Unveiling Corporate Achievement Through the Big Five Personality Model
In recent decades, the corporate landscape has witnessed an increasing adoption of the Five Factor Approach, even as various alternative personality models exist. The Big Five personality test can be taken for free by using the Psyculator website https://psyculator.com/big-five-personality-test/ . This pioneering concept posits that human personality can be distilled into five fundamental factors: Openness, Conscientiousness, Extraversion, Agreeableness, and Neuroticism, sometimes referred to as Emotional Stability (Block, 1995, 2001; John & Srivastava, 1999). These overarching factors are intricately linked to specific personality traits known as personality facets. The widely recognized Five Factor Model (FFM; Costa & McCrae, 1992a), also known as the Big Five, comprises 30 lower-level personality facets, each with six facets aligning with the broad factors. For instance, Neuroticism is associated with attributes such as anxiety and anger, Conscientiousness assesses qualities like self-discipline and planning abilities, Agreeableness encompasses traits like altruism and empathy, Extraversion measures sociability and extroversion, while Openness generally evaluates one's inclination toward embracing new experiences.
Robust research has affirmed the capacity of personality to effectively predict job performance. Take Conscientiousness, often regarded as the most resilient predictor of job performance across diverse professions. It consistently exhibits predictive correlations in numerous meta-analyses: .18 (Tett, Jackson, & Rothstein, 1991); .22 (Barrick & Mount, 1991); .24 (Hurtz & Donovan, 2000); .26 (Judge, Rodell, Klinger, Simon, & Crawford, 2013). To simplify, Conscientiousness accounts for up to 6.8 percent of the variation in job performance. While this may seem modest, it is essential to acknowledge that after IQ, recognized as the most potent predictor of job performance, the Big Five personality factors emerge as the second most influential predictors for job outcomes. Significantly, personality contributes additional predictive value beyond IQ, implying that some job performance attributed to personality cannot be solely attributed to employees' intellectual capabilities.
What is even more fascinating is the substantial body of research indicating that personality offers insights into various crucial organizational metrics beyond job performance. Numerous meta-analyses have validated the pivotal role of personality in predicting job satisfaction (Judge, Heller, & Mount, 2002), burnout (Alarcon, Eschleman, & Bowling, 2009), absenteeism (Ones, Viswesvaran, & Schmidt, 2003; Salgado, 2002), presenteeism (Johns, 2010; Miraglia, & Johns, 2016), workplace accidents (Clarke & Robertson, 2005; Clarke & Robertson, 2008), organizational commitment (Meyer, Stanley, Herscovitch, & Topolnytsky, 2002), organizational justice (Cohen-Charash & Spector, 2001), and counterproductive workplace behavior (Grijalva & Newman, 2015).

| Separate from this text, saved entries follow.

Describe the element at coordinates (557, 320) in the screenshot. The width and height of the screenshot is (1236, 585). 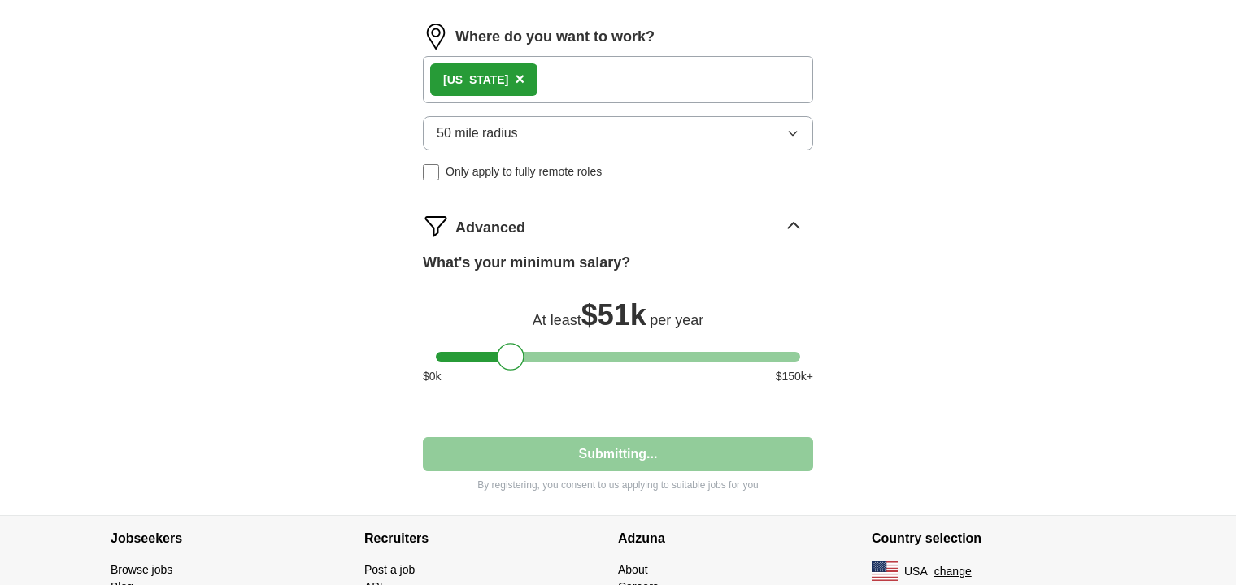
I see `span: At least` at that location.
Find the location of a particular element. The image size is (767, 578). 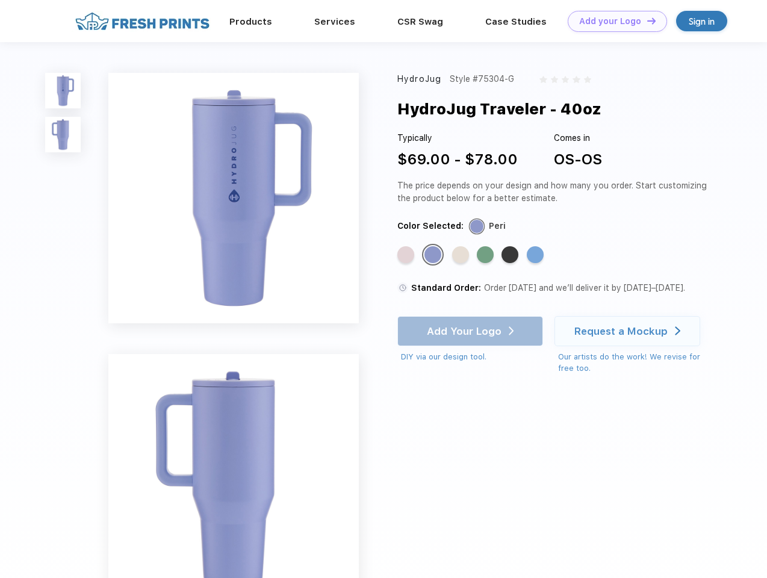

div: $69.00 - $78.00 is located at coordinates (457, 160).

Furthermore, other meta-analytic studies underscore the significance of personality assessments in predicting both positive and negative leadership styles (Bono & Judge, 2004; Eagly, Johannesen-Schmidt, & Van Engen, 2003). Regarding the latter, personality assessments serve as valuable tools for identifying detrimental leaders whose actions harm organizations. Importantly, a growing body of organizational research has linked destructive leadership to workplace bullying (e.g., Boddy, 2005, 2010, 2015), with a recent study suggesting that in a sample of working individuals in the United States, psychopathic and narcissistic leadership styles explained as much as 41 percent and 25 percent of the variance in workplace bullying, and up to 20 percent of the variance in employee depression (Tokarev, Phillips, Hughes, & Irwing, 2017). This has substantial economic consequences, with the organizational costs of workplace bullying in the UK alone estimated to range from four to four and a half billion pounds annually, attributed to lost productivity and legal expenses (Rayner, 1997; Sheehan, 1999). In fact, the issue of workplace bullying is so persistent that Einarsen (1999) asserted that "Bullying at work... is a more debilitating and devastating problem for employees than all other work-related stressors combined" (p.2).